The Hard but Hopeful Story of America
Jeffrey Sikkenga
August 25, 2020
Originally published in InsideSources, this op-ed has since been published in dozens of newspapers across the United States. Jeff is addressing the question, “Should schools drop history classes until white privilege and systemic racism are excised from the curriculum?” For an opposing view, read “Schools should abolish teaching history — until we get it right” by La Shawn K. Ford.
Slavery. Segregation. Racial discrimination. Should we teach our students about these terrible things? If so, what should we say?
Some people contend that these are part of America’s DNA, a product of the “white privilege” and “systemic racism” that must be highlighted in schools as defining characteristics of America. Until American history is taught this way, they say, we should cancel history classes.
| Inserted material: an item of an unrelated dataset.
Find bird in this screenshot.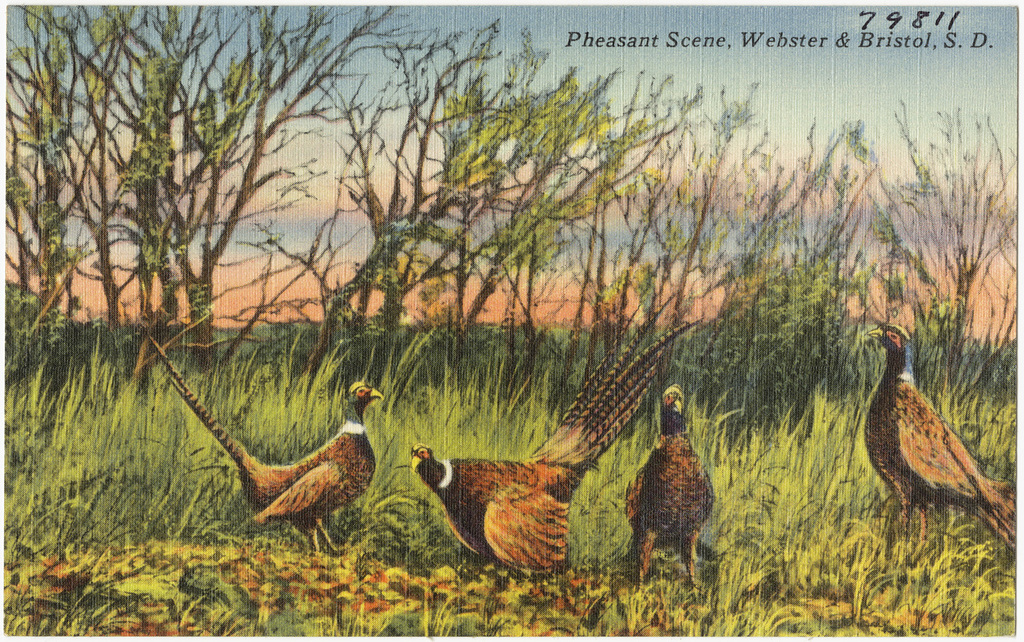
The bounding box for bird is 852/323/1002/559.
This view, however well-intentioned, neglects the full American story. We cannot negate or excuse the horror of slavery. As Abraham Lincoln said, “If slavery is not wrong, nothing is wrong.” While every country has ugly parts of its past, America has the special burden of race-based slavery, segregation and discrimination. This can be hard to hear, but it needs to be said.
Yet while American history is hard, it is also hopeful. At its core, the story of America is the struggle to live up to our founding principles proclaimed in the Declaration of Independence. That all human beings — regardless of color — “are created equal”; that they are all “endowed by their Creator with certain unalienable rights”; that they all deserve to have those rights protected equally by the law. If American history were essentially the story of white privilege and systemic racism, no patriotic American would have opposed slavery or segregation.
But they did. Although he grew up in a slaveholding society and held slaves himself, George Washington realized during the Revolutionary War that slavery was wrong and eventually in his will freed his slaves after his death.
In his fight against slavery, Lincoln looked to the principles of our founders like Washington. During the Civil War in 1863, Lincoln reminded his fellow Americans that “four score and seven years ago, our fathers brought forth on this continent, a new nation, conceived in Liberty and dedicated to the proposition that all men are created equal.”
That same year, the great Black abolitionist Frederick Douglass — himself born into slavery in Talbot County, Maryland — echoed Lincoln’s sentiments, declaring that “the Federal government was never, in its essence, anything but an anti-slavery government. If in its origin slavery had any relation to the government, it was only as the scaffolding to the magnificent structure, to be removed as soon as the building was completed. There is in the Constitution no East, no West, no North, no South, no black, no white, no slave, no slaveholder; but all are citizens who are of American birth.” In fact, Douglass boldly proclaimed that “there is no Negro problem. The problem is whether the American people have loyalty enough, honor enough, patriotism enough, to live up to their own Constitution.”
Later reformers followed in that tradition. In 1963, Martin Luther King Jr. said that “when the architects of our republic wrote the magnificent words of the Constitution and the Declaration of Independence, they were signing a promissory note to which every American was to fall heir. This note was a promise that all men, yes, black men as well as white men, would be guaranteed the unalienable rights of life, liberty and the pursuit of happiness.”
Rather than cancel history classes, we need to increase our teaching of history, and improve the content and quality of that teaching. Let students discover the truth about America for themselves. To accomplish this, schools need to turn away from textbooks, which are boring or biased — or both. Schools need to bring American history alive by going back to the primary sources themselves. If students read the words of Lincoln, Douglass and King (and those who opposed them), they can enter the world of those who lived the American story and understand the struggle for freedom.
If we cancel American history classes, students will never understand or learn from that story. If we teach young people that America’s past is fundamentally defined by white supremacy and systemic racism — if our history is, at its core, one of ugliness and oppression — they will never feel part of this country or be inspired by our struggle for freedom.
They will never know the hard but hopeful story of America.